The Aro trading complex had not only an Atlantic context but also a regional political and economic one. The Aro created what K. Onwuka Dike termed a regional “pax” under which large-scale trade flourished in a multiethnic region, and their operations eased exchange and “brought rapid impetus to economic expansion” in a region with a multitiered currency system. Some further argue that the Aro brought stability to the region. It bears noting, however, that the Aro were only one of several groups in the seventeenth century that resulted from migrations into the Bight of Biafra to partake in the slave trade. Both Arochukwu and the Niger riverine states underwent a period of growth and consolidation throughout the seventeenth century and after. Yet, it was the Aro, rather than these states or any other groups, who came to dominate the hinterland trade. Did the Aro weave their trading network using an organization similar to the organizations of other communities in the region or did they fashion a truly unique model?
That the Aro used an organization based on a fundamentally different model seems to have been the case. While Abo and Igala established a few trading outposts, they did not open up new markets for captives per se. These settlements only dotted the banks of the lower Niger. The most spectacular development of the eighteenth century was the establishment of Aro settlements virtually everywhere in the region.
Email your librarian or administrator to recommend adding this book to your organisation's collection.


## Problem requirements
Only the lines from the start of the data below through the line that contains "Image is 868x415 pixels." are to be copied, exactly and without pictures.

━━ Extracted data ━━

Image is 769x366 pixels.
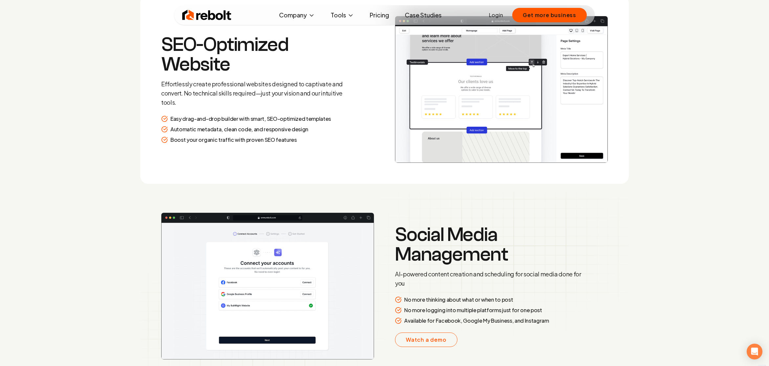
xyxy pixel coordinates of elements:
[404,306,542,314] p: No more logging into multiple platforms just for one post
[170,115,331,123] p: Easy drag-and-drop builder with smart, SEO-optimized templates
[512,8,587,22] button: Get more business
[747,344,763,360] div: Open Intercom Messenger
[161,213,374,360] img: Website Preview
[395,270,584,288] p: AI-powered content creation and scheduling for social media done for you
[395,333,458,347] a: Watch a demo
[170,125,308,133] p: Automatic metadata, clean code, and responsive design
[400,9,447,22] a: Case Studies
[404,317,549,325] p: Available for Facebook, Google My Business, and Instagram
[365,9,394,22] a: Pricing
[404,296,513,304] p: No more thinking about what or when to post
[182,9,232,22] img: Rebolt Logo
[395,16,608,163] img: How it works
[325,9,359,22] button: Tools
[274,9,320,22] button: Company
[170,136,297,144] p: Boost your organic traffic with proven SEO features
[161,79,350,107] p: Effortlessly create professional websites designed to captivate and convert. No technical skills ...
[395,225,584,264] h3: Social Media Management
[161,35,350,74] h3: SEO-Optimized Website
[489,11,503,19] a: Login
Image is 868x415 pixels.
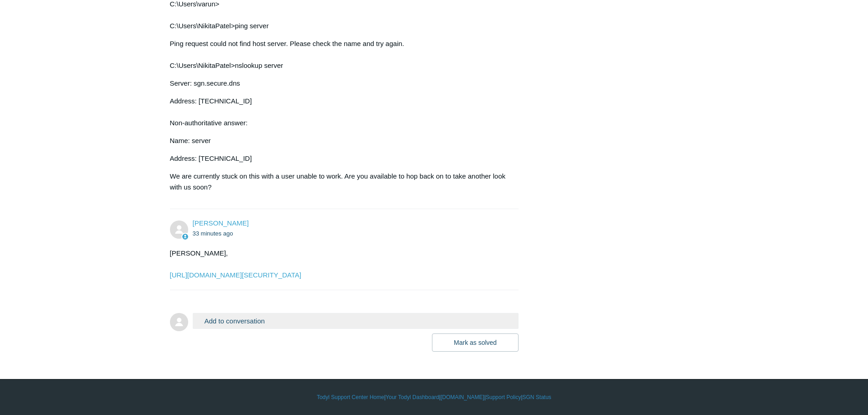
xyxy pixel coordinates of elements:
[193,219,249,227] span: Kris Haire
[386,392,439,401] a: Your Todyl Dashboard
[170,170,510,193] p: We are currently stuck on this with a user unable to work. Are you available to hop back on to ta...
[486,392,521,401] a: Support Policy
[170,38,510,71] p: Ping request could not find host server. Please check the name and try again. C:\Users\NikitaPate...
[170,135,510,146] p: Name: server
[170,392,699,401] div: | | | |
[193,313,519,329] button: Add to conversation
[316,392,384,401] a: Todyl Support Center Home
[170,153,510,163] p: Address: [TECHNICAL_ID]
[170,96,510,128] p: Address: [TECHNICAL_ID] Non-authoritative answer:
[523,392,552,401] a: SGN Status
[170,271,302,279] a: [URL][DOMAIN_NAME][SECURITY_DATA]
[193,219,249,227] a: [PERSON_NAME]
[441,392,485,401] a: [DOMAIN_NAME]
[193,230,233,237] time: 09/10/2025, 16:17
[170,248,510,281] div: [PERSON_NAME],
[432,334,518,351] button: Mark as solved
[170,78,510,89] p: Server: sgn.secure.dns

━━━

## Response
Image is 769x366 pixels.
xyxy pixel coordinates of elements:
[404,306,542,314] p: No more logging into multiple platforms just for one post
[170,115,331,123] p: Easy drag-and-drop builder with smart, SEO-optimized templates
[512,8,587,22] button: Get more business
[747,344,763,360] div: Open Intercom Messenger
[161,213,374,360] img: Website Preview
[395,270,584,288] p: AI-powered content creation and scheduling for social media done for you
[395,333,458,347] a: Watch a demo
[170,125,308,133] p: Automatic metadata, clean code, and responsive design
[400,9,447,22] a: Case Studies
[404,317,549,325] p: Available for Facebook, Google My Business, and Instagram
[365,9,394,22] a: Pricing
[404,296,513,304] p: No more thinking about what or when to post
[182,9,232,22] img: Rebolt Logo
[395,16,608,163] img: How it works
[325,9,359,22] button: Tools
[274,9,320,22] button: Company
[170,136,297,144] p: Boost your organic traffic with proven SEO features
[161,79,350,107] p: Effortlessly create professional websites designed to captivate and convert. No technical skills ...
[395,225,584,264] h3: Social Media Management
[161,35,350,74] h3: SEO-Optimized Website
[489,11,503,19] a: Login
Image is 868x415 pixels.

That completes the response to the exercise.